MANY OF PONYTAIL’S NARRATIVES revolved around dating, with her focus on her main beau, Donald Dawson. By high school hallway lockers she tells him: “Of course I’ll love you forever, Donald. … Well, at least until someone with a better car comes along!”

            Newspapers liked Ponytail because it attracted younger readers, Greg Beda, who is writing a biography of Holley, said in a phone interview with Sedaca.

            Although Emmy Lou and Penny predated Ponytail in focusing on American teenagers, Holley’s dialogue was often considered the most authentic.

            In 1963, he revealed on the television game show “To Tell the Truth” that he conducted field research by chatting up teenagers at pizza parlors and attending dances. He subscribed to publications like Teen Beat and Seventeen and even went back to his own high school to sit in on classes, he told John Province in an interview in Hogan’s Alley. He also wove his own family members into the story lines.

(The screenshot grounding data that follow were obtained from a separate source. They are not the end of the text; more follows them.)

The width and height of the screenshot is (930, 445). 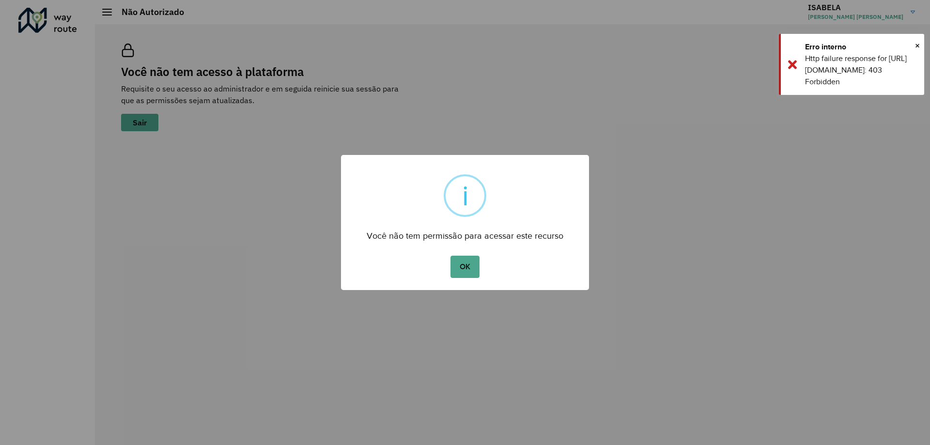 What do you see at coordinates (917, 46) in the screenshot?
I see `button: Close` at bounding box center [917, 46].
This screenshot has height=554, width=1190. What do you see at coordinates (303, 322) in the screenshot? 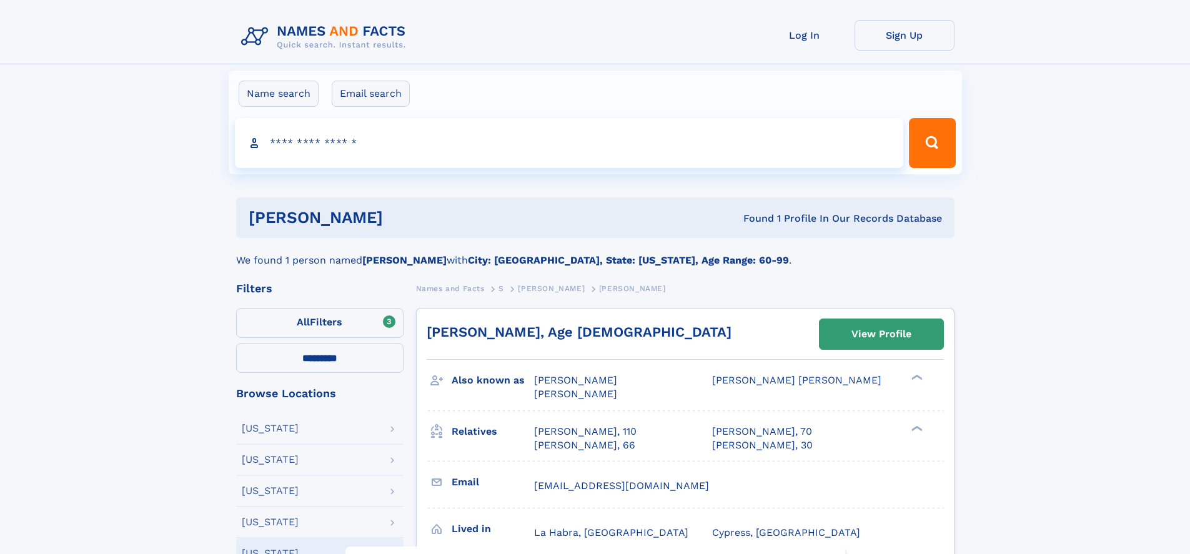
I see `span: All` at bounding box center [303, 322].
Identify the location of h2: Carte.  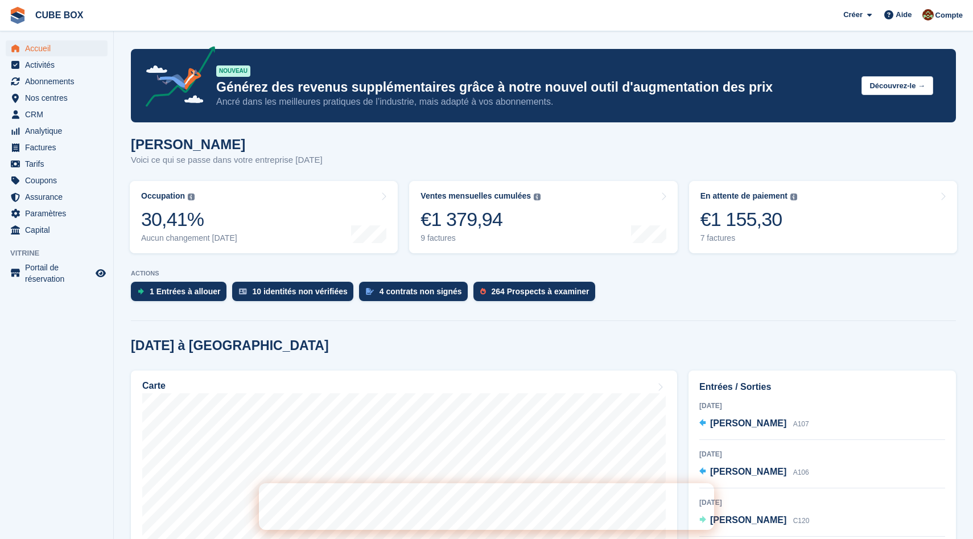
(154, 386).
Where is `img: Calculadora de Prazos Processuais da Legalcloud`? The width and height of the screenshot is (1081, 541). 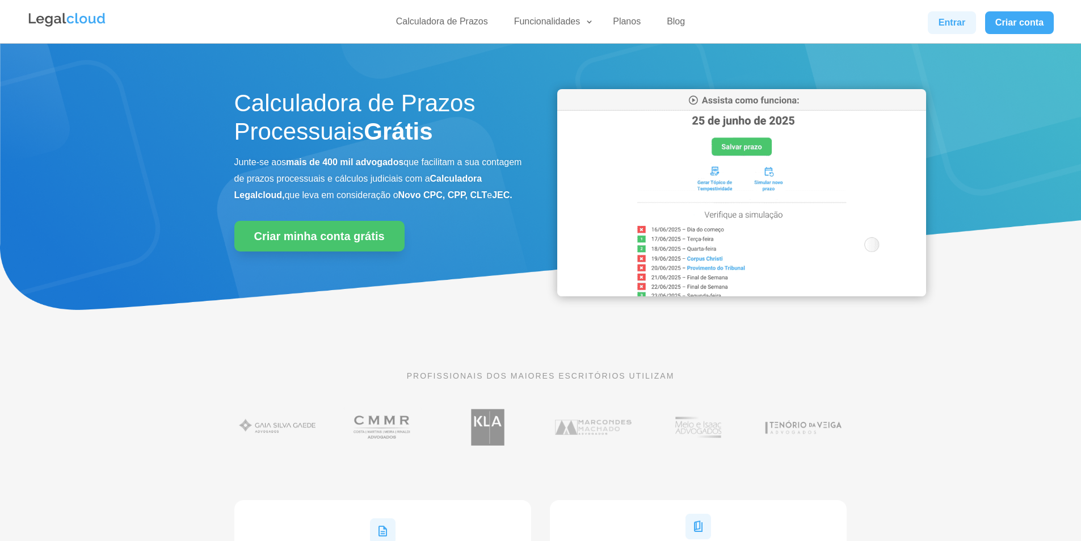 img: Calculadora de Prazos Processuais da Legalcloud is located at coordinates (742, 192).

            “Ponytail’s boyfriend, Donald, was our brother Donald; Ponytail’s father was like our dad,” his sister, Donna Roberts, said in an interview. “He drew on those memories.”

            Ponytail wasn’t Holley’s only work. He continued moonlighting. He drew characters for Gold Key Comics’ Looney Tunes and Porky Pig books during the 1970s, and succeeded Greg Walker in drawing the Bugs Bunny newspaper comic from 1980 to 1988.         

            By 1988, the number of newspapers still publishing Ponytail had dwindled.

            “These things have a life to them,” Holley said. “They build, reach a peak, and eventually peter out. I realized I wasn’t doing an Archie that was going to outlive its creator. I had about 300 papers for most of the run, and I learned that panel cartoons didn’t stay fixed the way strips did. They float around and appear in different places in the newspaper, and that’s how you lose your readership.

            “Bill Yates [King’s comics editor] phoned me,” Holly continued. “He was very nice but said, ‘Lee, I’ve been looking at the client list, and it’s not what it once was. How are you fixed?’

            “I knew it was coming and said, ‘Bill, there’s nothing you need to be concerned about. If you want to pull the plug, it’s okay with me.’”

            Holly had invested widely and very successfully in real estate. He said his income from Ponytail was down to around $20,000 a year, but he “didn’t need a dime of it. The cartoon didn’t take much time, so I’d just kept doing it.”

            Yates pulled the plug, and Ponytail ended with the October 15, 1988 release.

            What Holley enjoyed most about his career was the freedom it gave him, he told Province.

            “There was no one telling me what to do,” he said. “I had deadlines, but other than that I was on my own. It really wasn’t work to me.”

            In addition to his career and love of drawing, the Montrey Herald’s obit noted, Holley had a passion for flying. He loved to fly his own plane, and enjoyed flying over the Monterey Bay. One of his favorite experiences was renting a plane in New Zealand and flying from the North Island to South Island.

            Holley was also an avid runner. He ran over 50 marathons, including ten Boston Marathons. In addition to running, Lee loved playing tennis, and would spend hours on the courts whether at Seascape or the Palm Springs Tennis Club. Lee also enjoyed traveling and was ardent reader, especially anything pertaining to WWII history.

            Lee truly enjoyed life, the Herald said, and enjoyed making others happy. He took great pleasure in doing sketches for anyone who asked, whether it was for single person or for a class full of children.

 

In addition to Matthew Sedacca’s report in the New York Times and an obit in the Monterey Herald, I’ve relied for this fond farewell mostly upon Holley’s own words, recorded in Pocket Full of Dennis the Menace by Mark Arnold (pp. 64-78).